What you will take away from this post:

As founders and operators, we spend a massive amount of time talking about launching new products. We obsess over the design, the sourcing, and the initial marketing push.
But what happens after the launch?
Managing a retail business often feels like a balancing act between thousands of unique SKUs. If you don't have a dedicated strategy to track how individual products are performing over their entire lifespan, you are flying blind. You risk falling into two very common, very expensive traps: holding onto dead stock for far too long, or completely missing out on the peak demand for a rising bestseller.
This is where Product Lifecycle Management (PLM) comes in. It’s not just a corporate buzzword; it is a vital framework that ensures every item sitting in your warehouse is actively contributing to your bottom line, rather than draining your resources.
Every product you sell is on a journey. Understanding exactly where a product sits on this path allows you to tailor your operational response - from how much you spend on raw materials to how aggressively you discount the item.
You introduce the product to your audience. This stage requires tight coordination. Success here often depends on having up-to-date inventory information across all your sales channels to prevent early stockouts and ensure you can fulfil those crucial first orders flawlessly.
As customer demand increases, the product enters the growth phase. Your focus has to shift immediately from marketing to operations. You need to monitor demand signals and scale your inventory levels aggressively. Accurate replenishment planning is vital here to maintain momentum and ensure you don't run out of stock right as the product goes viral.
Eventually, sales velocity will stabilise. Competition might intensify. At this stage, your goal shifts toward margin optimisation. You stop aggressively buying new stock and focus on maintaining steady availability, perhaps refining your pricing based on customer feedback to encourage repeat purchases.
This is the hardest stage for many brands. Eventually, demand for even your most popular products will slow. In the decline phase, you have to remove emotion from the equation. Your focus must shift to markdown strategies and aggressive inventory clearance to free up storage space. This stage concludes with product retirement, where you officially phase out the SKU to make room for newer, more relevant offerings.
The theory of the product lifecycle is simple. The reality of managing it across thousands of SKUs is incredibly difficult.
When sales data isn’t seamlessly integrated with inventory and fulfilment systems, it becomes very difficult to accurately analyse a product’s health. Disconnected systems obscure lifecycle trends, making it hard to know exactly when a product has moved from one stage to the next.
Without this visibility, poor lifecycle planning can result in a mismatch between supply and demand. Brands can find themselves overstocked on declining products that require aggressive markdowns to move or understocked on high-demand items, resulting in lost revenue.
Mastering the retail product lifecycle usually involves moving away from gut feelings and reactive problem-solving. Having a centralised view of your product data and performance metrics makes navigating these stages much smoother.
When a brand uses a Retail Operating System like Brightpearl by Sage, it creates a single version of truth.
When you have a bird’s-eye view of your entire catalogue, making faster, more confident decisions becomes second nature. It becomes clear exactly when to scale a winner, and more importantly, exactly when to let a declining product go.
Ready to gain total control over your product catalogue?
Stop guessing where your products are in their lifecycle. See how Brightpearl centralises your data and automates your inventory planning.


▸ **Task to carry out**:
In the copy, leave out the pictures and repeat all records exactly.

Dataset entries on figures
-*-*-
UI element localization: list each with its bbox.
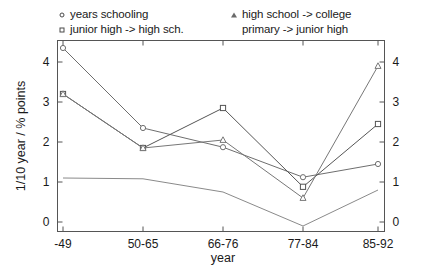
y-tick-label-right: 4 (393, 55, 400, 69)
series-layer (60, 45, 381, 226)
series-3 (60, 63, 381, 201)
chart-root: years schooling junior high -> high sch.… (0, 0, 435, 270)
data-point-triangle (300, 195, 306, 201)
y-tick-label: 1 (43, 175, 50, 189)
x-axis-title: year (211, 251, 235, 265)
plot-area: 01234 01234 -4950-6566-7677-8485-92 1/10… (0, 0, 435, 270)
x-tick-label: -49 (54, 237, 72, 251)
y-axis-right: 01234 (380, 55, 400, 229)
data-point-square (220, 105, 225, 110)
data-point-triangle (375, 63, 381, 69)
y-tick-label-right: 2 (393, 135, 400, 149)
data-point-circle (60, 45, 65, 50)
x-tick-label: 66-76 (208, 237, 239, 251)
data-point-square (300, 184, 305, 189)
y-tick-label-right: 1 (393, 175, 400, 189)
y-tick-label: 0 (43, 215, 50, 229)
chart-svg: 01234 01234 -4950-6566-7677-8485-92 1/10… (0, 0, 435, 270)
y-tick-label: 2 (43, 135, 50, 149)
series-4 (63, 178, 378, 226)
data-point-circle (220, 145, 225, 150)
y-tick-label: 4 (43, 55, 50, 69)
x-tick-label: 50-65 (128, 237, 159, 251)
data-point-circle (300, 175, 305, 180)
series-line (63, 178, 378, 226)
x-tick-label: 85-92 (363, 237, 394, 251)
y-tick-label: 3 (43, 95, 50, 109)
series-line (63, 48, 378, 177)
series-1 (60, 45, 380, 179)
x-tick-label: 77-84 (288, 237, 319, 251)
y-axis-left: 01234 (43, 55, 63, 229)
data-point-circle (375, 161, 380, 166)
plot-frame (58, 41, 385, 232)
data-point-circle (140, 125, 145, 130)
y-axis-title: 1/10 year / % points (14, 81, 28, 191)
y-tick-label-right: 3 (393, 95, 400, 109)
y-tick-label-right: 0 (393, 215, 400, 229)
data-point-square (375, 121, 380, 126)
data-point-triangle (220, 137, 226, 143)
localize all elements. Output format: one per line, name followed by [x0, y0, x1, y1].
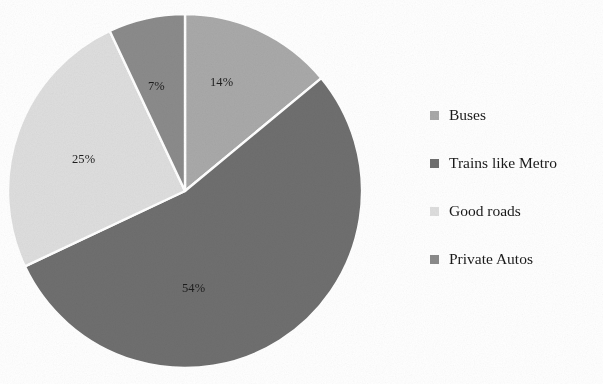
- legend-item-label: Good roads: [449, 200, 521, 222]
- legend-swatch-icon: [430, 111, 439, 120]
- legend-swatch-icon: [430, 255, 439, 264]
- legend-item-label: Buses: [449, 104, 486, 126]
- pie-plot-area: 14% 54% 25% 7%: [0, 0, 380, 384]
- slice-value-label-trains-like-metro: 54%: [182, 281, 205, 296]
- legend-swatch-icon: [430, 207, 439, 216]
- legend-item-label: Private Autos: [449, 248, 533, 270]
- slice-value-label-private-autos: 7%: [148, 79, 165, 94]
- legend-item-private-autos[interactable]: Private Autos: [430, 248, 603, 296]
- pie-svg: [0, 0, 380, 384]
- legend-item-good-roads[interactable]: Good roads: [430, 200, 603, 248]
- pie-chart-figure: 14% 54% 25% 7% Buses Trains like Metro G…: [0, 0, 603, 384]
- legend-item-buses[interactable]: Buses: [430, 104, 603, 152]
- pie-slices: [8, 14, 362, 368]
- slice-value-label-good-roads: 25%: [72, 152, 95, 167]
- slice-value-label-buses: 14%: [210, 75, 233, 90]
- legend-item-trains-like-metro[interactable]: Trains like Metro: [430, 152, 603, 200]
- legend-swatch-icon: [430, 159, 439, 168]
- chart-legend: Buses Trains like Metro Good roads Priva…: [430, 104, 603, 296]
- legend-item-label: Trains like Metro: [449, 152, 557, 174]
-*-*-
▸ **Answer to this exercise**:
UI element localization: list each with its bbox.
y-tick-label-right: 4 (393, 55, 400, 69)
series-layer (60, 45, 381, 226)
series-3 (60, 63, 381, 201)
chart-root: years schooling junior high -> high sch.… (0, 0, 435, 270)
data-point-triangle (300, 195, 306, 201)
y-tick-label: 1 (43, 175, 50, 189)
x-axis-title: year (211, 251, 235, 265)
plot-area: 01234 01234 -4950-6566-7677-8485-92 1/10… (0, 0, 435, 270)
x-tick-label: -49 (54, 237, 72, 251)
y-axis-right: 01234 (380, 55, 400, 229)
data-point-square (220, 105, 225, 110)
data-point-triangle (375, 63, 381, 69)
y-tick-label-right: 2 (393, 135, 400, 149)
data-point-circle (60, 45, 65, 50)
x-tick-label: 66-76 (208, 237, 239, 251)
data-point-square (300, 184, 305, 189)
y-tick-label-right: 1 (393, 175, 400, 189)
y-tick-label: 0 (43, 215, 50, 229)
chart-svg: 01234 01234 -4950-6566-7677-8485-92 1/10… (0, 0, 435, 270)
y-tick-label: 2 (43, 135, 50, 149)
series-4 (63, 178, 378, 226)
data-point-circle (220, 145, 225, 150)
y-tick-label: 4 (43, 55, 50, 69)
x-tick-label: 50-65 (128, 237, 159, 251)
data-point-circle (300, 175, 305, 180)
series-line (63, 178, 378, 226)
x-tick-label: 85-92 (363, 237, 394, 251)
y-tick-label: 3 (43, 95, 50, 109)
series-line (63, 48, 378, 177)
series-1 (60, 45, 380, 179)
x-tick-label: 77-84 (288, 237, 319, 251)
y-axis-left: 01234 (43, 55, 63, 229)
data-point-circle (375, 161, 380, 166)
plot-frame (58, 41, 385, 232)
data-point-circle (140, 125, 145, 130)
y-axis-title: 1/10 year / % points (14, 81, 28, 191)
y-tick-label-right: 3 (393, 95, 400, 109)
y-tick-label-right: 0 (393, 215, 400, 229)
data-point-square (375, 121, 380, 126)
data-point-triangle (220, 137, 226, 143)
localize all elements. Output format: one per line, name followed by [x0, y0, x1, y1].
- legend-item-label: Good roads: [449, 200, 521, 222]
- legend-swatch-icon: [430, 111, 439, 120]
- legend-swatch-icon: [430, 255, 439, 264]
- legend-item-label: Buses: [449, 104, 486, 126]
- pie-plot-area: 14% 54% 25% 7%: [0, 0, 380, 384]
- slice-value-label-trains-like-metro: 54%: [182, 281, 205, 296]
- legend-swatch-icon: [430, 207, 439, 216]
- legend-item-label: Private Autos: [449, 248, 533, 270]
- slice-value-label-private-autos: 7%: [148, 79, 165, 94]
- legend-item-private-autos[interactable]: Private Autos: [430, 248, 603, 296]
- pie-svg: [0, 0, 380, 384]
- legend-item-good-roads[interactable]: Good roads: [430, 200, 603, 248]
- pie-chart-figure: 14% 54% 25% 7% Buses Trains like Metro G…: [0, 0, 603, 384]
- legend-item-buses[interactable]: Buses: [430, 104, 603, 152]
- pie-slices: [8, 14, 362, 368]
- slice-value-label-good-roads: 25%: [72, 152, 95, 167]
- slice-value-label-buses: 14%: [210, 75, 233, 90]
- legend-item-trains-like-metro[interactable]: Trains like Metro: [430, 152, 603, 200]
- legend-swatch-icon: [430, 159, 439, 168]
- chart-legend: Buses Trains like Metro Good roads Priva…: [430, 104, 603, 296]
- legend-item-label: Trains like Metro: [449, 152, 557, 174]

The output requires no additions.